Brexit: Shakespeare in London

01.07.2016 10:15

Brexit: Shakespeare in London

In keeping with the traditional Shakespearean tragedy, David Cameron and Boris Johnson are the flawed protagonists placed in a stressful situation that ends fatally.

Politics and personal power

It would be totally unrealistic to think that politics doesn’t follow plans for personal power, anchored in ambition and in pure or impure human appetites. This has been continuously portrayed by generations of philosophers, writers and historians, where Machiavelli is still the most quoted. Although difficult to perceive, personal ambition has always been one of the main characters in tricky conspiracies and great political dramas.

One shouldn’t overlook the Shakespearean tragedy sequence that characterised the referendum, in an absolute sense of carnal impulses and personal political survival. All decisions that led to the referendum were staged in the evolving civil war that consumed the Conservative Party and highlighted the personal conflict of its main characters.

Behind the Brexit vote, we find very complex factors of a highly heterogeneous nature. It would be childish to reduce the UK situation to the mere result of a party civil war, a personal power struggle or political survival.

One shouldn’t overlook the Shakespearean tragedy sequence that characterised the referendum, in an absolute sense of carnal impulses and personal political survival. All decisions that led to the referendum were staged in the evolving civil war that consumed the Conservative Party and the highlighted the personal conflict of its main characters.

It is well known that David and Boris were nurturing a common ambition for a political career since they roamed the halls of Eton College together. Even in their best moments of convergence and alignment, they constantly watched each other carefully, in an undisguised relationship of rivalry.
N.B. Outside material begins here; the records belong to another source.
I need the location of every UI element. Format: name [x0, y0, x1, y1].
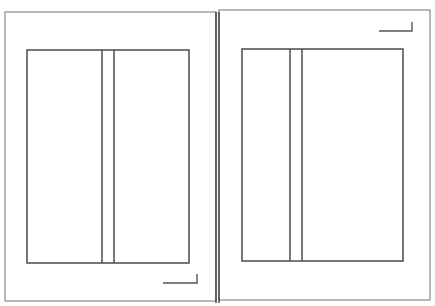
- page-border: [219, 10, 430, 300]
- text-block-frame: [242, 49, 403, 261]
- right-page: [219, 10, 430, 300]
- book-spread-drawing: [0, 0, 435, 306]
- page-border: [5, 12, 216, 301]
- left-page: [5, 12, 216, 301]
- text-block-frame: [27, 50, 189, 263]
- book-spread-diagram: [0, 0, 435, 306]
- folio-corner-mark: [163, 274, 197, 283]
- folio-corner-mark: [379, 22, 412, 31]
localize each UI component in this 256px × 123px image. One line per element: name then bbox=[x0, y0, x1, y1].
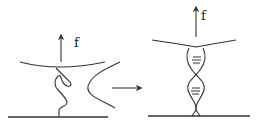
diagram-svg bbox=[0, 0, 256, 123]
left-panel bbox=[8, 35, 120, 117]
coiled-strand bbox=[55, 68, 71, 117]
base-pairs-upper bbox=[192, 57, 201, 63]
diagram-canvas: f f bbox=[0, 0, 256, 123]
free-strand bbox=[88, 62, 120, 108]
base-pairs-lower bbox=[191, 88, 200, 94]
force-label-right: f bbox=[201, 9, 206, 22]
top-surface-right bbox=[152, 40, 236, 47]
top-surface-left bbox=[20, 62, 105, 67]
right-panel bbox=[148, 7, 250, 116]
force-label-left: f bbox=[74, 36, 79, 49]
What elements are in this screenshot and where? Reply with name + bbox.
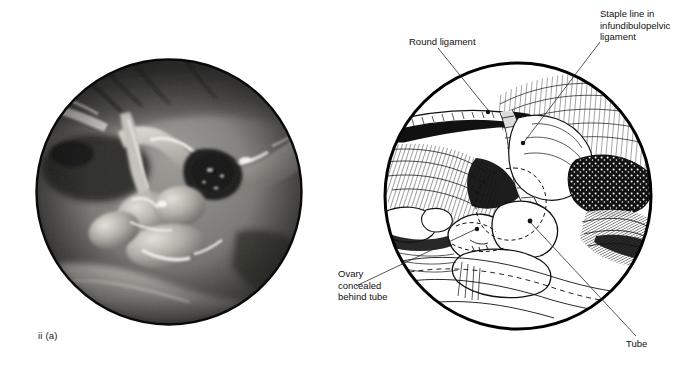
panel-drawing: ii (b) bbox=[348, 0, 695, 372]
leader-dot-ovary bbox=[475, 227, 479, 231]
callout-tube: Tube bbox=[626, 338, 647, 350]
panel-caption-ii-a: ii (a) bbox=[38, 330, 58, 341]
callout-round-ligament: Round ligament bbox=[409, 36, 476, 48]
photograph-artwork bbox=[0, 0, 348, 372]
drawing-artwork bbox=[348, 0, 695, 372]
leader-dot-staple-line bbox=[521, 141, 525, 145]
leader-dot-tube bbox=[528, 219, 533, 224]
callout-ovary-concealed-behind-tube: Ovary concealed behind tube bbox=[338, 268, 388, 303]
panel-photograph: ii (a) bbox=[0, 0, 348, 372]
figure-root: ii (a) bbox=[0, 0, 695, 372]
callout-staple-line-infundibulopelvic-ligament: Staple line in infundibulopelvic ligamen… bbox=[600, 8, 670, 43]
leader-dot-round-ligament bbox=[486, 110, 490, 114]
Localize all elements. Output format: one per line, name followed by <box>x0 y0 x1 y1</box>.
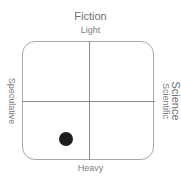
axis-label-speculative: Speculative <box>6 66 18 136</box>
position-marker-dot[interactable] <box>59 132 73 146</box>
axis-label-heavy: Heavy <box>0 163 181 173</box>
horizontal-axis-line <box>22 101 155 102</box>
axis-label-light: Light <box>0 25 181 35</box>
science-title: Science <box>169 66 181 136</box>
fiction-title: Fiction <box>0 10 181 22</box>
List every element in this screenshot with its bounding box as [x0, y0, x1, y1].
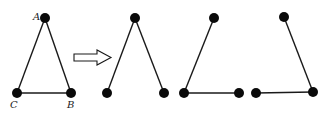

It is well known that David and Boris were nurturing a common ambition for a political career since they roamed the halls of Eton College together. Even in their best moments of convergence and alignment, they constantly watched each other carefully, in an undisguised relationship of rivalry. When David urged Boris to run for mayor of London, the eccentric Boris suspected that David just wanted him away from Downing Street.

The survival instinct

When pressured by the Conservative Eurosceptic legion, David granted them the referendum. Not because it corresponds to his vision of Britain’s future, but only out of a sheer physical instinct for political survival: if not, his leadership of the Tories would be at stake. As befits the fate and destiny of tragedies, Macbeth’s witches, Hamlet's ghost or the ancient Greek choruses played their part and things didn’t go as David intended. The mysterious forces of Fate always weave a twist and by winning an absolute majority, David lost his perfect excuse to withhold a plebiscite, as he no longer required the support of the pro-European Liberal Democrats.

This all started with a human whim for survival, not by the founded belief of a leader

The next act saw David barely saving face in European negotiations and his opponents growing stronger. David wanted to speed up the whole process, so that the referendum could happen before the holidays, a timing he believed could help to keep the UK in the EU. In another twist of Fate: the refugee crisis erupted with dramatism and alarmism, giving way to demagoguery and populism. But oh, it presses to my memory like damned guilty deeds to sinners' minds: this all started with a human whim for survival, not by the founded belief of a leader.

Revenge

Many years ago, a politician said that, in politics, it can always get worse. And indeed this is what happened for David when blonde Boris, who has always been pro-European, abandoned his personal convictions and decided to lead the Brexit campaign. At this hour lie at my mercy all mine enemies. It was the revenge of his old Eton colleague, blinded by a personal ambition to become Prime Minister.

In keeping with the tradition of Shakespeare’s tragedies, David and Boris died in the end and died without any honour or glory. David may go down in history as the one who divided a kingdom once united. And Boris ruled himself out of the Conservative leader race as he couldn’t provide the leadership or unity needed in such dire times.

The referendum was not, for him, a moment of affirmation of his political beliefs, it was the dagger that enabled him to take David’s place. Any Claudius or Macbeth would not do better. And Boris put all his weight behind the Brexit cause, not hesitating in using demagogy and even vulgarity (as seen in reaction to Obama's position). Once again, Boris' personal ambition was put ahead of what he had hitherto deemed to be the British interest.

The tragic

In keeping with the tradition of Shakespeare’s tragedies, David and Boris died in the end and died without any honour or glory. David may go down in history as the one who divided a kingdom once united. And Boris ruled himself out of the Conservative leader race as he couldn’t provide the leadership or unity needed in such dire times.

The fault, dear Brutus, is not in our stars, but in ourselves.